By Paul Lorgerie and Philip Pullella KINSHASA (Reuters) - Pope Francis celebrates Mass in the Democratic Republic of Congo capital Kinshasa on Wednesday, the second day of a visit intended to remind the world of the violence and povertyravaging the huge central African nation.
By Philip Pullella and Estelle Shirbon
KINSHASA (Reuters) -Pope Francis heard harrowing accounts from victims of conflict in Democratic Republic of Congo on Wednesday, including rape, amputation, forced cannibalism and sexual slavery, and he condemned the atrocities as war crimes.
In a poignant encounter at the Vatican’s embassy in the capital Kinshasa, victim after victim told their story to the pontiff before laying down objects symbolising their suffering, such as a machete or a dagger, before a large wooden crucifix.
They included Ladislas Kambale Kombi, 16, from a village in North Kivu province in the east, who saw his father beheaded and dismembered and his mother kidnapped by militia men, leaving him and two younger sisters alone.
“Holy Father, it’s horrible to witness such a scene. It never leaves me. At night, I can’t sleep. It’s hard to understand such cruelty, such quasi-animal brutality,” he told the pope, before laying down a machete at the crucifix.
After speaking and putting down their objects, Kombi and the other victims then knelt in front of the pope, who put his hand on their heads and held their hands, each in turn, and blessed them quietly.
Emelda M’karhungulu was among several women who recounted their experiences of sexual violence. She said that in 2005, then aged 16, she was kidnapped by rebels who attacked her village in South Kivu province, and took her to a forest camp where she was raped every day for three months by up to 10 men.
“We want a different future. We want to leave behind us this dark past and be in a position to build a beautiful future. We demand justice and peace,” she told the pope, laying down paramilitary clothing like that worn by her kidnappers.
Eastern Congo has been plagued for decades by conflict driven in part by the struggle for control of vast mineral deposits between the government, rebels and foreign invaders, and in part by the fallout from the 1994 genocide in Rwanda.
Bijoux Makumbi Kamala, 17, recounted her abduction from her village in North Kivu in 2020 and her 19 months of detention in a rebel camp, during which she was raped every day by a commander until she escaped, pregnant with twins.
She told how her captors mixed human flesh from the victims they killed or maimed and forced captives to eat it.
Carrying her daughters, one on her front and one on her back, she laid down a small floor mat, a symbol of her past subjugation, before the crucifix. The pope held her hands and those of her daughters as he blessed them.
Two other young women held up what was left of their upper limbs. One was missing her hands and the left arm of the other was cut off at the elbow.
Francis, who was on the first full day of his visit to Congo and had earlier celebrated Mass in front of a million people, responded to these stories with an emotional speech calling for an end to violence and resignation.
“Your tears are my tears. Your pain is my pain. To every family that grieves or is displaced by the burning of villages and other war crimes, to the survivors of sexual violence and to every injured child and adult, I say: I am with you,” he said.
‘MONEY STAINED WITH BLOOD’
Appealing to all parties, internal and external, who orchestrate war in Congo in order to plunder the country, he said: “Enough! Stop getting rich at the cost of the poor, stop getting rich from resources and money stained with blood!”
Armed conflict has killed millions of people over the past decades, left 5.7 million people internally displaced and 26 million facing severe hunger in the coming months, according to the United Nations.
The pope spoke of “polarising struggles in which ethnic, territorial and group dynamics intertwine”, acknowledging that conflicts over land and weak institutions played a part.
“Yet it is, above all, a war unleashed by an insatiable greed for raw materials and money that fuels a weaponized economy and requires instability and corruption,” he said.
“What a scandal and what hypocrisy, as people are being raped and killed, while the commerce that causes this violence and death continues to flourish!” he said.
During his Mass at an airport in Kinshasa earlier, the pope urged the Congolese people to grant each other a “great amnesty of the heart” and called on any Christians engaged in battle to lay down their arms.
The people of Kinshasa have given the pope one of the most vibrant welcomes of his foreign trips. On his arrival on Tuesday, tens of thousands lined his motorcade route, and at his Mass on Wednesday hundreds of thousands sang and danced.
A papal stop in the eastern city of Goma, foreseen when the trip was originally scheduled for last July, was later scrapped because of a flare-up in violence in the region last year between the M23 rebel group and government troops.
Thursday will be the pope’s last full day in Congo, before he departs on Friday for neighbouring South Sudan, another country grappling with conflict and hunger.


__PROBLEM DETAILS__
Repeat each of these records exactly.

__Records from a collection__
::::
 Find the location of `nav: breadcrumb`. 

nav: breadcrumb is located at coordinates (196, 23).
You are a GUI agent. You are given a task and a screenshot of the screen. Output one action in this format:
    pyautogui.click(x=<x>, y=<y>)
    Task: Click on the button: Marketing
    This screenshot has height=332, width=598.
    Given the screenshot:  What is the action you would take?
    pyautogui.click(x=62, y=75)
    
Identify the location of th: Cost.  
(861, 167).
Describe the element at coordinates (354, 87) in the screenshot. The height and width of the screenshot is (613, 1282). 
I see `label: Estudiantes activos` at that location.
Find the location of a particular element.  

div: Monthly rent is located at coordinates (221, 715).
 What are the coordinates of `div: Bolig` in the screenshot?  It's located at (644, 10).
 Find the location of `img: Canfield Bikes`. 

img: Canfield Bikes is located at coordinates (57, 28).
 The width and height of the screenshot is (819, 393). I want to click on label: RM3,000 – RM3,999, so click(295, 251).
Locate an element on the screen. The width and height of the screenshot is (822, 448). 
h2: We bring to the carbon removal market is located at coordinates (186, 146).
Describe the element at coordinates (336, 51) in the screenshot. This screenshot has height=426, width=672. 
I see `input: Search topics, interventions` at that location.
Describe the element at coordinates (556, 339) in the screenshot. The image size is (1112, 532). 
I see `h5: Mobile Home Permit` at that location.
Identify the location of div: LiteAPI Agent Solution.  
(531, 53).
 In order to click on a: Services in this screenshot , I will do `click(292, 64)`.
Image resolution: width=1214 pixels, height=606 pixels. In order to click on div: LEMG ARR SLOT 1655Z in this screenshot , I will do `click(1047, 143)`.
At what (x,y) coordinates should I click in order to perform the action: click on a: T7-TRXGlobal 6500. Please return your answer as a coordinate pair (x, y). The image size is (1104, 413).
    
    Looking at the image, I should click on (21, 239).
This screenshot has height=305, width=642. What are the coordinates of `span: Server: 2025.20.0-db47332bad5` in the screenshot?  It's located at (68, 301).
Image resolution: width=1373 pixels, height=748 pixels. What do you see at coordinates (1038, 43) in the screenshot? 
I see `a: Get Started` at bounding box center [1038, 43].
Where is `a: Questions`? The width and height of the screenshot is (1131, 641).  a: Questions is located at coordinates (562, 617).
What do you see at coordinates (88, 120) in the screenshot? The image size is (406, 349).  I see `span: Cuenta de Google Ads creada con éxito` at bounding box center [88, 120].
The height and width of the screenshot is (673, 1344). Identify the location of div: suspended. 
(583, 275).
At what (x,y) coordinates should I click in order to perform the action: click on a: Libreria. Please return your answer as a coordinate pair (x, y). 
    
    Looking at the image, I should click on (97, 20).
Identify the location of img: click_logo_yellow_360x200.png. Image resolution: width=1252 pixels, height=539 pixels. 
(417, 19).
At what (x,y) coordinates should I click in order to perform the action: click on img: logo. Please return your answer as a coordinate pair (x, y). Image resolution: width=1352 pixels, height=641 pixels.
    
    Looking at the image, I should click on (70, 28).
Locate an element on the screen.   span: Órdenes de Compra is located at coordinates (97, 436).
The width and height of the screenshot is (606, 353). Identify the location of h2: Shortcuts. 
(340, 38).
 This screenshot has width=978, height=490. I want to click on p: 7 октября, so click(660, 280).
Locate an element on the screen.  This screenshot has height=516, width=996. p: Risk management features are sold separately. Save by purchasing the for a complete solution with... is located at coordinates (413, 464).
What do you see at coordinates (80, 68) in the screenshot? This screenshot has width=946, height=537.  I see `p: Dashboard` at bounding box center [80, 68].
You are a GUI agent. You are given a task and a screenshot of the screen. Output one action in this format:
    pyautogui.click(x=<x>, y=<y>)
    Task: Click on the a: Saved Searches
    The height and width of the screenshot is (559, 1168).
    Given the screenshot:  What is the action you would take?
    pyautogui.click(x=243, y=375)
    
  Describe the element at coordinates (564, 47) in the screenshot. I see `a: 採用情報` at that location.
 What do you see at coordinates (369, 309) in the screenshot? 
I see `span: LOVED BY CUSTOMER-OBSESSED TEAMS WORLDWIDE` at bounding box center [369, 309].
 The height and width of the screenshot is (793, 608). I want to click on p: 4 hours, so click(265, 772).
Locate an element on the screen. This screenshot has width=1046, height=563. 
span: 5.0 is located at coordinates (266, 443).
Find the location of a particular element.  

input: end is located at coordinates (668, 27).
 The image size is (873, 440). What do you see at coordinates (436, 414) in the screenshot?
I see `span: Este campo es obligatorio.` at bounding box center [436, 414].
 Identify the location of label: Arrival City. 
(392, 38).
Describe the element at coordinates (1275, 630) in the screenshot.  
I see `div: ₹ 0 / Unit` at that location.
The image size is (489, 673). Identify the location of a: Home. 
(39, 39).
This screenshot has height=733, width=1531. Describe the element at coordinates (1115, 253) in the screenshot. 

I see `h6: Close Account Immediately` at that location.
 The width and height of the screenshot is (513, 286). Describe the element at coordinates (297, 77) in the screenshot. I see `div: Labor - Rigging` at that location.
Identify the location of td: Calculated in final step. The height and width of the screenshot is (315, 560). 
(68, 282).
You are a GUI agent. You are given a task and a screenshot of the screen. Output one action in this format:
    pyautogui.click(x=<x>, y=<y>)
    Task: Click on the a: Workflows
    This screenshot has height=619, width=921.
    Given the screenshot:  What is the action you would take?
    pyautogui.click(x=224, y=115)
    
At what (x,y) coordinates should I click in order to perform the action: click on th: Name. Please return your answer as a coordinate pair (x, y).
::::
__PROBLEM SOLUTION__
 Find the location of `nav: breadcrumb`. 

nav: breadcrumb is located at coordinates (196, 23).
You are a GUI agent. You are given a task and a screenshot of the screen. Output one action in this format:
    pyautogui.click(x=<x>, y=<y>)
    Task: Click on the button: Marketing
    This screenshot has height=332, width=598.
    Given the screenshot:  What is the action you would take?
    pyautogui.click(x=62, y=75)
    
Identify the location of th: Cost.  
(861, 167).
Describe the element at coordinates (354, 87) in the screenshot. The height and width of the screenshot is (613, 1282). 
I see `label: Estudiantes activos` at that location.
Find the location of a particular element.  

div: Monthly rent is located at coordinates (221, 715).
 What are the coordinates of `div: Bolig` in the screenshot?  It's located at (644, 10).
 Find the location of `img: Canfield Bikes`. 

img: Canfield Bikes is located at coordinates (57, 28).
 The width and height of the screenshot is (819, 393). I want to click on label: RM3,000 – RM3,999, so click(295, 251).
Locate an element on the screen. The width and height of the screenshot is (822, 448). 
h2: We bring to the carbon removal market is located at coordinates (186, 146).
Describe the element at coordinates (336, 51) in the screenshot. This screenshot has height=426, width=672. 
I see `input: Search topics, interventions` at that location.
Describe the element at coordinates (556, 339) in the screenshot. The image size is (1112, 532). 
I see `h5: Mobile Home Permit` at that location.
Identify the location of div: LiteAPI Agent Solution.  
(531, 53).
 In order to click on a: Services in this screenshot , I will do `click(292, 64)`.
Image resolution: width=1214 pixels, height=606 pixels. In order to click on div: LEMG ARR SLOT 1655Z in this screenshot , I will do `click(1047, 143)`.
At what (x,y) coordinates should I click in order to perform the action: click on a: T7-TRXGlobal 6500. Please return your answer as a coordinate pair (x, y). The image size is (1104, 413).
    
    Looking at the image, I should click on (21, 239).
This screenshot has height=305, width=642. What are the coordinates of `span: Server: 2025.20.0-db47332bad5` in the screenshot?  It's located at (68, 301).
Image resolution: width=1373 pixels, height=748 pixels. What do you see at coordinates (1038, 43) in the screenshot? 
I see `a: Get Started` at bounding box center [1038, 43].
Where is `a: Questions`? The width and height of the screenshot is (1131, 641).  a: Questions is located at coordinates (562, 617).
What do you see at coordinates (88, 120) in the screenshot? The image size is (406, 349).  I see `span: Cuenta de Google Ads creada con éxito` at bounding box center [88, 120].
The height and width of the screenshot is (673, 1344). Identify the location of div: suspended. 
(583, 275).
At what (x,y) coordinates should I click in order to perform the action: click on a: Libreria. Please return your answer as a coordinate pair (x, y). 
    
    Looking at the image, I should click on (97, 20).
Identify the location of img: click_logo_yellow_360x200.png. Image resolution: width=1252 pixels, height=539 pixels. 
(417, 19).
At what (x,y) coordinates should I click in order to perform the action: click on img: logo. Please return your answer as a coordinate pair (x, y). Image resolution: width=1352 pixels, height=641 pixels.
    
    Looking at the image, I should click on (70, 28).
Locate an element on the screen.   span: Órdenes de Compra is located at coordinates (97, 436).
The width and height of the screenshot is (606, 353). Identify the location of h2: Shortcuts. 
(340, 38).
 This screenshot has width=978, height=490. I want to click on p: 7 октября, so click(660, 280).
Locate an element on the screen.  This screenshot has height=516, width=996. p: Risk management features are sold separately. Save by purchasing the for a complete solution with... is located at coordinates (413, 464).
What do you see at coordinates (80, 68) in the screenshot? This screenshot has width=946, height=537.  I see `p: Dashboard` at bounding box center [80, 68].
You are a GUI agent. You are given a task and a screenshot of the screen. Output one action in this format:
    pyautogui.click(x=<x>, y=<y>)
    Task: Click on the a: Saved Searches
    The height and width of the screenshot is (559, 1168).
    Given the screenshot:  What is the action you would take?
    pyautogui.click(x=243, y=375)
    
  Describe the element at coordinates (564, 47) in the screenshot. I see `a: 採用情報` at that location.
 What do you see at coordinates (369, 309) in the screenshot? 
I see `span: LOVED BY CUSTOMER-OBSESSED TEAMS WORLDWIDE` at bounding box center [369, 309].
 The height and width of the screenshot is (793, 608). I want to click on p: 4 hours, so click(265, 772).
Locate an element on the screen. This screenshot has width=1046, height=563. 
span: 5.0 is located at coordinates (266, 443).
Find the location of a particular element.  

input: end is located at coordinates (668, 27).
 The image size is (873, 440). What do you see at coordinates (436, 414) in the screenshot?
I see `span: Este campo es obligatorio.` at bounding box center [436, 414].
 Identify the location of label: Arrival City. 
(392, 38).
Describe the element at coordinates (1275, 630) in the screenshot.  
I see `div: ₹ 0 / Unit` at that location.
The image size is (489, 673). Identify the location of a: Home. 
(39, 39).
This screenshot has height=733, width=1531. Describe the element at coordinates (1115, 253) in the screenshot. 

I see `h6: Close Account Immediately` at that location.
 The width and height of the screenshot is (513, 286). Describe the element at coordinates (297, 77) in the screenshot. I see `div: Labor - Rigging` at that location.
Identify the location of td: Calculated in final step. The height and width of the screenshot is (315, 560). 
(68, 282).
You are a GUI agent. You are given a task and a screenshot of the screen. Output one action in this format:
    pyautogui.click(x=<x>, y=<y>)
    Task: Click on the a: Workflows
    This screenshot has height=619, width=921.
    Given the screenshot:  What is the action you would take?
    pyautogui.click(x=224, y=115)
    
At what (x,y) coordinates should I click in order to perform the action: click on th: Name. Please return your answer as a coordinate pair (x, y).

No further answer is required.